What have you tried and where did you get stuck? Show us a little sample code and explain what's not working. Note that you can simulate files using strings for test purposes. Consider:
use strict;
use warnings;
my $file1 = <<'STR';
"111yu",erter,"00000", ,"567"
"gh6fr",erter,"00000", ,"567"
"1t76y",erter,"00000", ,"yu7"
"yu84e",erter,"00000", ,"5h7"
STR
my $file2 = <<'STR';
111yu
345cv
yu84e
STR
for my $file (\$file1, \$file2) {
open my $inFile, '<', $file;
print while <$inFile>;
close $inFile;
}
Prints:
"111yu",erter,"00000", ,"567"
"gh6fr",erter,"00000", ,"567"
"1t76y",erter,"00000", ,"yu7"
"yu84e",erter,"00000", ,"5h7"
111yu
345cv
yu84e
Perl is environmentally friendly - it saves trees
Posts are HTML formatted. Put <p> </p> tags around your paragraphs. Put <code> </code> tags around your code and data!
Titles consisting of a single word are discouraged, and in most cases are disallowed outright.
Read Where should I post X? if you're not absolutely sure you're posting in the right place.
Please read these before you post! —
Posts may use any of the Perl Monks Approved HTML tags:
- a, abbr, b, big, blockquote, br, caption, center, col, colgroup, dd, del, details, div, dl, dt, em, font, h1, h2, h3, h4, h5, h6, hr, i, ins, li, ol, p, pre, readmore, small, span, spoiler, strike, strong, sub, summary, sup, table, tbody, td, tfoot, th, thead, tr, tt, u, ul, wbr
You may need to use entities for some characters, as follows. (Exception: Within code tags, you can put the characters literally.)
| |
For: |
|
Use: |
| & | | & |
| < | | < |
| > | | > |
| [ | | [ |
| ] | | ] |
Link using PerlMonks shortcuts! What shortcuts can I use for linking?
See Writeup Formatting Tips and other pages linked from there for more info.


Goal of the exercise
In the data, find each line where the word "down" appears and list that line.

Data records
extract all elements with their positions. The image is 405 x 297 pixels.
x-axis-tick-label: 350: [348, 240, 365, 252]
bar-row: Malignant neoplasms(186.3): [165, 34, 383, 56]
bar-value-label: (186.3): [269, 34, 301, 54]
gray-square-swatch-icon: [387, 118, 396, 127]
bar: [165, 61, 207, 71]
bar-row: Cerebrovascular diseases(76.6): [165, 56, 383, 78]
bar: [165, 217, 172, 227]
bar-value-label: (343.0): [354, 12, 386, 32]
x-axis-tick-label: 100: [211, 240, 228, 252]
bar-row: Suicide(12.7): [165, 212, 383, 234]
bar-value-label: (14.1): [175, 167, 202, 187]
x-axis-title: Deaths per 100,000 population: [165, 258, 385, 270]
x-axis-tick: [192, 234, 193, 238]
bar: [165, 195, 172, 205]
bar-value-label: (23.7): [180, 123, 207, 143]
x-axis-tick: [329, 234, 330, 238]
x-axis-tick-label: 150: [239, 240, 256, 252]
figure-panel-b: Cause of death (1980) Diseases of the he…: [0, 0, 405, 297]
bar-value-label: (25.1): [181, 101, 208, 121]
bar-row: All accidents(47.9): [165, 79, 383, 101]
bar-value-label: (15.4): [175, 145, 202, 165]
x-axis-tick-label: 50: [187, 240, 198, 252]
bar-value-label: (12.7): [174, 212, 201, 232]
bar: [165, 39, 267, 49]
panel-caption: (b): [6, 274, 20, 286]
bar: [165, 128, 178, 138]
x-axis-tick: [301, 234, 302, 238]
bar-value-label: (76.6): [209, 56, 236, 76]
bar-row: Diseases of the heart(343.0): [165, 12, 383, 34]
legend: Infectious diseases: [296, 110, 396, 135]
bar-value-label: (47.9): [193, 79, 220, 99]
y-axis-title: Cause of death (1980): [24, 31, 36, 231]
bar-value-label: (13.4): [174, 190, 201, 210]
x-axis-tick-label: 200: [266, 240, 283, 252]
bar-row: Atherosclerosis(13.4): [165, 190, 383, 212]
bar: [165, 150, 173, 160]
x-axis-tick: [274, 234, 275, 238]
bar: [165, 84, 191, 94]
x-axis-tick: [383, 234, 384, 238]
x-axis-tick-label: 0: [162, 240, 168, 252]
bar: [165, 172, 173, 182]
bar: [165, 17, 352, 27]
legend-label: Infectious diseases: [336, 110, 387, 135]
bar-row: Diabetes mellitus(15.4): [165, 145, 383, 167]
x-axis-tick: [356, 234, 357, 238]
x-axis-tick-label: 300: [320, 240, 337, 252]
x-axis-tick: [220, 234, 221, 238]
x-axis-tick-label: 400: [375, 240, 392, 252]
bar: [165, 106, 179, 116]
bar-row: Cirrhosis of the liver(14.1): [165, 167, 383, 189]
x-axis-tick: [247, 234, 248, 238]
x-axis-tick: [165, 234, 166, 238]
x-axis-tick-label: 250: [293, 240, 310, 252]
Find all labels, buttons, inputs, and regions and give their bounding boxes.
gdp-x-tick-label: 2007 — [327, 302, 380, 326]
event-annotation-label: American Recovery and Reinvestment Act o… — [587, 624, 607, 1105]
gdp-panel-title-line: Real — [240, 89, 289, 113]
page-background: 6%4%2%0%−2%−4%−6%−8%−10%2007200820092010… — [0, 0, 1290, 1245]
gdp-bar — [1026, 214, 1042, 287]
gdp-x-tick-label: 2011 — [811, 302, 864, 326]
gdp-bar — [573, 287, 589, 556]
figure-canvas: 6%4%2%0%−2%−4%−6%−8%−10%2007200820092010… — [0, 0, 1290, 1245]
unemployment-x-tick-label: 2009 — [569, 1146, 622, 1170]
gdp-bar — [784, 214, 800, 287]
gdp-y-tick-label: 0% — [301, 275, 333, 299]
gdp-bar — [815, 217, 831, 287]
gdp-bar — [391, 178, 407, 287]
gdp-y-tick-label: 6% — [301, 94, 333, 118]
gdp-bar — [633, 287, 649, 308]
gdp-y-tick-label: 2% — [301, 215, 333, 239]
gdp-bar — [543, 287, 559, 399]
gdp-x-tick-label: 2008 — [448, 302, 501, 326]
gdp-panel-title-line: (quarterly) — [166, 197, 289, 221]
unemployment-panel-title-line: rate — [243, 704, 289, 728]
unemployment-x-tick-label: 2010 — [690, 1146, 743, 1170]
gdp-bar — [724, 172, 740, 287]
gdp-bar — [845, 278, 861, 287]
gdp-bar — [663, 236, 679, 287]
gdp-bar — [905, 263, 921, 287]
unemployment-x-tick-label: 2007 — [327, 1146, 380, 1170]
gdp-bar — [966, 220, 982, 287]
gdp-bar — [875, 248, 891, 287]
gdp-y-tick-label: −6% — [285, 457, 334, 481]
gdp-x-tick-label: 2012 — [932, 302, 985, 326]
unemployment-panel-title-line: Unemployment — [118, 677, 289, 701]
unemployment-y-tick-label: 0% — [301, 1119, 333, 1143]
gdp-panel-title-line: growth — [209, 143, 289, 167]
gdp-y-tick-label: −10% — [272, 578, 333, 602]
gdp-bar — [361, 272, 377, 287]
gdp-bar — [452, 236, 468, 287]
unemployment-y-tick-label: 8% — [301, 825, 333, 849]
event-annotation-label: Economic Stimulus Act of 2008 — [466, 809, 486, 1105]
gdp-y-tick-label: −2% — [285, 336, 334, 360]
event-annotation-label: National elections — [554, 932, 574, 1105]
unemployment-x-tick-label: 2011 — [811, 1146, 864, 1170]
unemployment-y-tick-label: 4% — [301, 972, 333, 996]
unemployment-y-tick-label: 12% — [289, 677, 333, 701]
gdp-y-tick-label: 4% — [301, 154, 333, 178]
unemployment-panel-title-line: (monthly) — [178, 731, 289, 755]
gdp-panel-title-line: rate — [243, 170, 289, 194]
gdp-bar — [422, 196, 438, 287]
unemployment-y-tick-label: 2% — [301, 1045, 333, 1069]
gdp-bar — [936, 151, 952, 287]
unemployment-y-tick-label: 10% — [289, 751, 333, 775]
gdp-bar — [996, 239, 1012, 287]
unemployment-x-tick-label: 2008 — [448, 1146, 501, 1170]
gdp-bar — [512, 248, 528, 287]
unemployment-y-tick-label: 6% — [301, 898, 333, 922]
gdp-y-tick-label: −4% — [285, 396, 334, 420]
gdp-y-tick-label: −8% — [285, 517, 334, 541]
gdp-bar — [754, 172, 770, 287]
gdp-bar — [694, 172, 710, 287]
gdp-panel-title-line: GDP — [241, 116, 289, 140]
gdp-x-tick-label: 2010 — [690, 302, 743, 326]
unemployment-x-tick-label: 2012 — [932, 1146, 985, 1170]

* * *

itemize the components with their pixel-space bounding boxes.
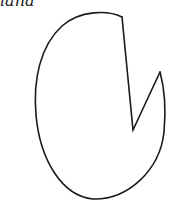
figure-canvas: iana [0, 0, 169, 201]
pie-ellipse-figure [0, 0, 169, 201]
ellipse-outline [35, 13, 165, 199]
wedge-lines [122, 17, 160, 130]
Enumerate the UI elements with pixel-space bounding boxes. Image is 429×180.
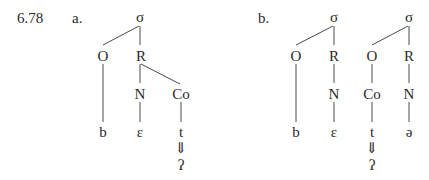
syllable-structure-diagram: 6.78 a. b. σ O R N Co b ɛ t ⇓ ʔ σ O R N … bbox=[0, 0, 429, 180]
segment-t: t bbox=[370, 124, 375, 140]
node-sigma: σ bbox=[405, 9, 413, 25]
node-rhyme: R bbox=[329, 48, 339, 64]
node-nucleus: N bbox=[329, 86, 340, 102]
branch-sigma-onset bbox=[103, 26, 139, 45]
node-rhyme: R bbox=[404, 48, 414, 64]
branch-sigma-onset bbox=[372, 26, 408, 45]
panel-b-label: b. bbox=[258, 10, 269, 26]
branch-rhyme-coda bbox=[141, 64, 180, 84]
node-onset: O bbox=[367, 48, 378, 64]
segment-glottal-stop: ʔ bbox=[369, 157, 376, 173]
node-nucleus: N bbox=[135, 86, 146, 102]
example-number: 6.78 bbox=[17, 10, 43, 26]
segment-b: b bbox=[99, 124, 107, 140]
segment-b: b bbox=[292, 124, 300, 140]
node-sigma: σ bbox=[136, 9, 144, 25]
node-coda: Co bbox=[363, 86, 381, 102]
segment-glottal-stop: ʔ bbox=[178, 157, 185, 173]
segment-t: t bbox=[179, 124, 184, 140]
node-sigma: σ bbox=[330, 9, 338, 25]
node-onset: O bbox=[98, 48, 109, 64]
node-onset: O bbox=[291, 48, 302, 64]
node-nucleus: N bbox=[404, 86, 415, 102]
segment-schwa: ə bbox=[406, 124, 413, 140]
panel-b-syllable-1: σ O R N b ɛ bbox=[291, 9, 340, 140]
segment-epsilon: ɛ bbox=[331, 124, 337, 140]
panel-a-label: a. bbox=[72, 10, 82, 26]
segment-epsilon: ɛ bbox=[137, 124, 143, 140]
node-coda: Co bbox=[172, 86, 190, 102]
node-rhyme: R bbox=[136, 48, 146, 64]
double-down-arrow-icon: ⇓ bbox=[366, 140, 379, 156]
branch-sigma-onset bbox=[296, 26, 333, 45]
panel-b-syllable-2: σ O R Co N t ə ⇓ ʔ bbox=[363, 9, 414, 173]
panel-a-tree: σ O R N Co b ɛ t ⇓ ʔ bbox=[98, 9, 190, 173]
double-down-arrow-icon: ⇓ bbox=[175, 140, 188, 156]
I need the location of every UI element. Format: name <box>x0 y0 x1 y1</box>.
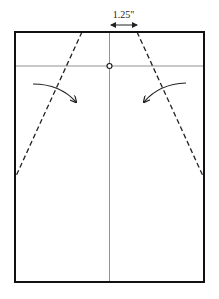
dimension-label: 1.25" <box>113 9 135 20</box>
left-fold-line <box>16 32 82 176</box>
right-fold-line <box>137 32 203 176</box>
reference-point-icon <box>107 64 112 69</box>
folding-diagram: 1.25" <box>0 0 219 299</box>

Answer section
double-down-arrow-icon: ⇓ bbox=[366, 140, 379, 156]
double-down-arrow-icon: ⇓ bbox=[175, 140, 188, 156]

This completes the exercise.